Since the article’s publication, Florida has done nothing to correct the abuse of children with disabilities in the McKay program.

You see, children in public schools have rights. When they leave public schools, they abandon their rights.

Did I say that Arizona was the most corrupt of all states in handing out taxpayer money to friends, family, cronies, and an industry that knows and cares more about profits than children?

No, the winner of the sweepstakes for charter corruption is Florida. There, legislators with direct ties to the charter industry vote to take away money from public schools and give it to their charter chains. In Florida, taxpayers and children are ripped off every day by unscrupulous charter profiteers.

This article summarizes a year-long investigation Of Michigan charter schools by the Detroit Free Press.

Eighty percent operate for profit.

No accountability.

This is Betsy DeVos’s handiwork.

Michigan scores on NAEP plummeted since adoption of the DeVos plan of choice with no accountability.

 

 

 

Carol Burris, the amazing and talented executive director of the Network for Public Education, wrote this stunning investigative report on charter fraud in California. It is titled “Charters and Consequences.”

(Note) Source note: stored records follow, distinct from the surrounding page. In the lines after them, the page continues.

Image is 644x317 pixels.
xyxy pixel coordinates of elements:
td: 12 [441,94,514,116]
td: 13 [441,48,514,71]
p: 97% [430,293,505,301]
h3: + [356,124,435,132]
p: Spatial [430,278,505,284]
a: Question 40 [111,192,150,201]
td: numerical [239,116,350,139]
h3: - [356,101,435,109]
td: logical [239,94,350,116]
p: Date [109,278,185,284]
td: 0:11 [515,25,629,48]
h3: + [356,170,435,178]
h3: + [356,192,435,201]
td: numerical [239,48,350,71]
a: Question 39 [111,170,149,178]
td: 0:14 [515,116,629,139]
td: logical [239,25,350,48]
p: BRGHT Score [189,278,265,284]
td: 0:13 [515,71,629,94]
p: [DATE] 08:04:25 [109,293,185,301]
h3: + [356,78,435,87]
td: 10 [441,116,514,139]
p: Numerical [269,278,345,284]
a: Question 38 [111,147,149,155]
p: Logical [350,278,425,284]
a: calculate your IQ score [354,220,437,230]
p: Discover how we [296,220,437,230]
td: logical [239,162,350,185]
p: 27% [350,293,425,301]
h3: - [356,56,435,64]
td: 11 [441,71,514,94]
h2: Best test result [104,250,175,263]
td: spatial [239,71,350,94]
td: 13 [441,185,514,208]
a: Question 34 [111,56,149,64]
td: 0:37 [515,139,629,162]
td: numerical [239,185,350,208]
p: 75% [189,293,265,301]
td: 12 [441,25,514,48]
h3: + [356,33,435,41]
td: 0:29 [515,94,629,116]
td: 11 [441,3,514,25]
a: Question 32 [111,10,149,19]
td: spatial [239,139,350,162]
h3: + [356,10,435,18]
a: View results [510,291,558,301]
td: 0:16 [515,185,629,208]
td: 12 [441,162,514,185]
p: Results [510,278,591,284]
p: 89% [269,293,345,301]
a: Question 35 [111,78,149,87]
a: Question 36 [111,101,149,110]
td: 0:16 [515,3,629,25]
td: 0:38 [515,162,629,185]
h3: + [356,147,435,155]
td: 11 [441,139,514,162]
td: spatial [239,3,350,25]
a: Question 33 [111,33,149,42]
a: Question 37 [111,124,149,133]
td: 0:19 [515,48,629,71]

The report details the fraud and financial scams permitted by California’s weak charter law. So weak is that law that it not only tolerates fraud, it encourages it.

As you read the report, you will ask yourself why taxpayers are not outraged. They should be.

 

 

Veteran journalist Peg Tyre has been nominated for the prestigious George Polk Award for her story about for-profit Bridge International Academies, which seeks to make money by taking over the schooling of students in Africa.  

The teachers have a script and an iPad. The lessons are written in the U.S. The kids get higher scores but the costs  far exceed what the government spends for education.

Now if only she would write about the depredations of the for-profit education industry in the U.S., which succeeds by making campaign contributions to politicians and then avoids accountability.